Sunday, 15 September 2013

Stage review: The Secret Agent, Young Vic

stage_agent.jpgSTAGE
The Secret Agent
Maria at Young Vic
★★✩✩✩

IN A NUTSHELL
Theatre O take the prescient themes of Joseph Conrad's classic and present them with intriguing, if disjointed, visual flair.


REVIEW
The notion of the state creating terror to vanquish the terrorist is a pressing theme of our age.

Less so, perhaps, when Joseph Conrad took a genuine incident of a bungled bomb in Greenwich and concocted a fiction of anarchists, infiltrators, public revulsion and state manipulation. The book, published in 1907, was a slow burner, mostly because it was "unpleasant". So Conrad adapted the novel as a three-act drama in 1923. It flopped, not revived until 2008.

The imaginative Theatre O clearly saw more than the text than others and while their filleted version - full of visual flair, surreal flourishes, audience participation (ugh) - is interesting, it is not as forceful as it should be given its topicality.

The story is deconstructed into sequences each adopting a different tone - melodrama, music hall, satire, tragedy.

One minute Verloc (George Potts) is the wide-eyed dupe in a mad hatter's tea party, the next he's marching his simpleton brother-in-law to his grisly doom. We might laugh, we might cry but the production's methods are too muddled and undercooked to evoke what it really wants - an epiphany of terror.

In contrast, because Carolina Valdes' put-upon Winnie Verloc stays oppressed and miserable throughout, her eventual catharsis is the most effective - emotionally and stylistically.

Leander Deeny, Dennis Herdman and Helena Lymbery are emphatic and versatile in their varied roles but there is no great sense of intrigue or polemic. In the end it passes muster as a promising spectacle but not as a compelling story.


*EXERCISE PROMPT*: Bring together every line in the data that includes "churches".
--- RECORDS ---
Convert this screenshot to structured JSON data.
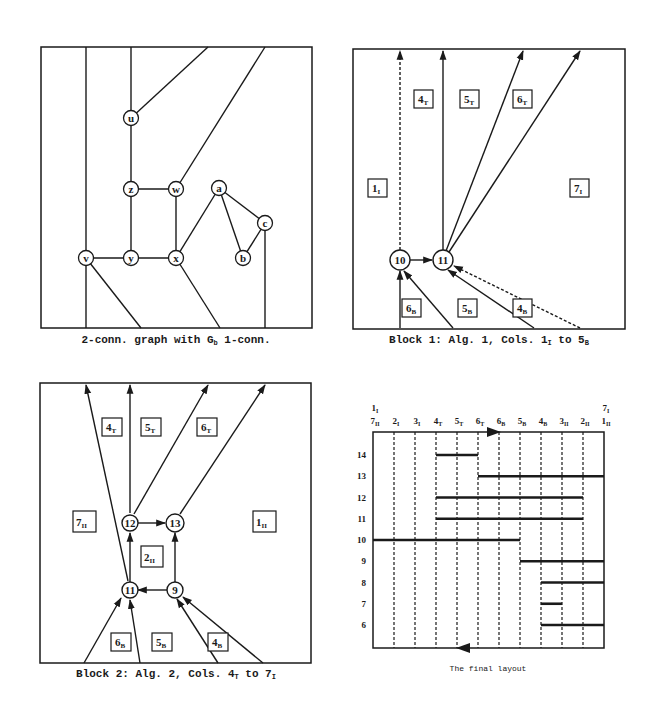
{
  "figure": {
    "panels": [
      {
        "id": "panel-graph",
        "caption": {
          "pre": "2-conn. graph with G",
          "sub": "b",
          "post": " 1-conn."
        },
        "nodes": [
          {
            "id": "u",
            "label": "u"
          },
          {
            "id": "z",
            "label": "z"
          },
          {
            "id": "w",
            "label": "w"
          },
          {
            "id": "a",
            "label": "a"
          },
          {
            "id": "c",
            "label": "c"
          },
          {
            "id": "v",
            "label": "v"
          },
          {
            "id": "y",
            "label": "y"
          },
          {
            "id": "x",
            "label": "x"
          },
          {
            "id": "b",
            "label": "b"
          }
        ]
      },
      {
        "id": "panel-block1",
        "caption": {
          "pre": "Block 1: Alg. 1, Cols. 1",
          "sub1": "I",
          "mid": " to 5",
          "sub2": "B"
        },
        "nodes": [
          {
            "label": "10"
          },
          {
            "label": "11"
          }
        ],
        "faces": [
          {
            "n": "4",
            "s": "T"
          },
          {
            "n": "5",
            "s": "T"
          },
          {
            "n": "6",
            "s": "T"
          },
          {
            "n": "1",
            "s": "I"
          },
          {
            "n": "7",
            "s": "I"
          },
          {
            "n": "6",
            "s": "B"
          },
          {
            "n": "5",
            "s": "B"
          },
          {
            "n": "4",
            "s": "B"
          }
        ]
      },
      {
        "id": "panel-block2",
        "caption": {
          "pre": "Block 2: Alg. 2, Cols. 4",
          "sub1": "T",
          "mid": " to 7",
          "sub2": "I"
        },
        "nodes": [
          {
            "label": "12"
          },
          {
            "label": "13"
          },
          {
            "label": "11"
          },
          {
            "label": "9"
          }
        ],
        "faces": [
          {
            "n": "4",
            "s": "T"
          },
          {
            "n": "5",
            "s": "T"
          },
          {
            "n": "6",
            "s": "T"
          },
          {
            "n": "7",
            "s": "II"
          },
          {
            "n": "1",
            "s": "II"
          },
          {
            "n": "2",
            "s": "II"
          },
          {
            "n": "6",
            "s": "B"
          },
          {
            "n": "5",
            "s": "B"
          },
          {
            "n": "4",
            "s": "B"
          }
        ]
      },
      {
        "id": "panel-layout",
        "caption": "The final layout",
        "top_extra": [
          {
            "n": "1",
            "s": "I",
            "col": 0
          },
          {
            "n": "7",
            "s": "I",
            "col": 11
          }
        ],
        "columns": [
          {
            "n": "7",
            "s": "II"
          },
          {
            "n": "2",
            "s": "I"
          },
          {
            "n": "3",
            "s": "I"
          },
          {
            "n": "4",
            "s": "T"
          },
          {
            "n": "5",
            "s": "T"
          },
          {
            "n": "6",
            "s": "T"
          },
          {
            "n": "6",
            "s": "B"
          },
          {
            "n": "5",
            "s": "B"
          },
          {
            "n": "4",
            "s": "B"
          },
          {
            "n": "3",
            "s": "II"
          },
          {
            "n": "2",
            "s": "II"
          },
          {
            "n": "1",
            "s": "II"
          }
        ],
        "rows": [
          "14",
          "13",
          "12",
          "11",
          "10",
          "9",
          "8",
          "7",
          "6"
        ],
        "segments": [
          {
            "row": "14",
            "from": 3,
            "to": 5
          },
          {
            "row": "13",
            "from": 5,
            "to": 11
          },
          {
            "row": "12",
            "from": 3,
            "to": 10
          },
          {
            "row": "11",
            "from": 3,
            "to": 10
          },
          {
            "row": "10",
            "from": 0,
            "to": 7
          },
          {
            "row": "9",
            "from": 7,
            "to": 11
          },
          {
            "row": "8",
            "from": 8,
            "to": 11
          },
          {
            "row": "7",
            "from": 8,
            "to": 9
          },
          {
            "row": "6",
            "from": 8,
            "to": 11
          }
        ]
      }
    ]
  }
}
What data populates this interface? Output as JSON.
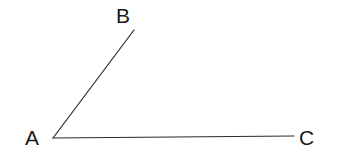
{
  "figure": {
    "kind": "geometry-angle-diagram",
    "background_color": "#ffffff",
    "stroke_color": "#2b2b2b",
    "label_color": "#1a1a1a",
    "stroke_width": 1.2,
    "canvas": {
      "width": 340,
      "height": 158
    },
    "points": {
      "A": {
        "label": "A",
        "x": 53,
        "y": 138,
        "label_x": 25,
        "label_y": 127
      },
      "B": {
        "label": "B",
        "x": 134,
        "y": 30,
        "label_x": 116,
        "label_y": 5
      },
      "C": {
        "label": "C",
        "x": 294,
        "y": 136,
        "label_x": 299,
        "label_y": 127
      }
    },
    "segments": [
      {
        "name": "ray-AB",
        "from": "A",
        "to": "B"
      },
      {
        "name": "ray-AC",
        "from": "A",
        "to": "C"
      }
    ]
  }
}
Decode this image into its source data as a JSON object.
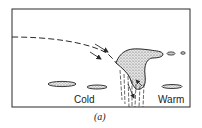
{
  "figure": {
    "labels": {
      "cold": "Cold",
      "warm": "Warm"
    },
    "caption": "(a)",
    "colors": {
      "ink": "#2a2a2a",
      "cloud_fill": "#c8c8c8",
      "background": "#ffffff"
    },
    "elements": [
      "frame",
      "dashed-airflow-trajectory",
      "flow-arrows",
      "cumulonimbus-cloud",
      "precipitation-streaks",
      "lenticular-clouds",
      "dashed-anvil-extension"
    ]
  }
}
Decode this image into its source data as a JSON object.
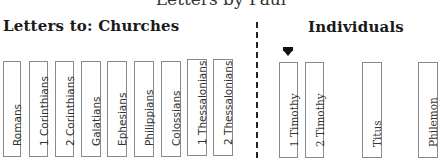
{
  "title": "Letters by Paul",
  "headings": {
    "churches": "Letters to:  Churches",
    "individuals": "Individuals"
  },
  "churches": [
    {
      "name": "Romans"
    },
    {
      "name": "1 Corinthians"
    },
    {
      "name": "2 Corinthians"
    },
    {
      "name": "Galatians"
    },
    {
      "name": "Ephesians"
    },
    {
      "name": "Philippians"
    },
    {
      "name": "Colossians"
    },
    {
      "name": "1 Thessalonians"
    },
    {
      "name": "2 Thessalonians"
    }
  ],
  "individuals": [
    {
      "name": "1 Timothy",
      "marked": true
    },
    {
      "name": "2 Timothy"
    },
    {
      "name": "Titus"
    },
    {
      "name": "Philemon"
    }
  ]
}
---
*COMPLETED EXERCISE*:
    "churches": "Letters to:  Churches",
  "churches": [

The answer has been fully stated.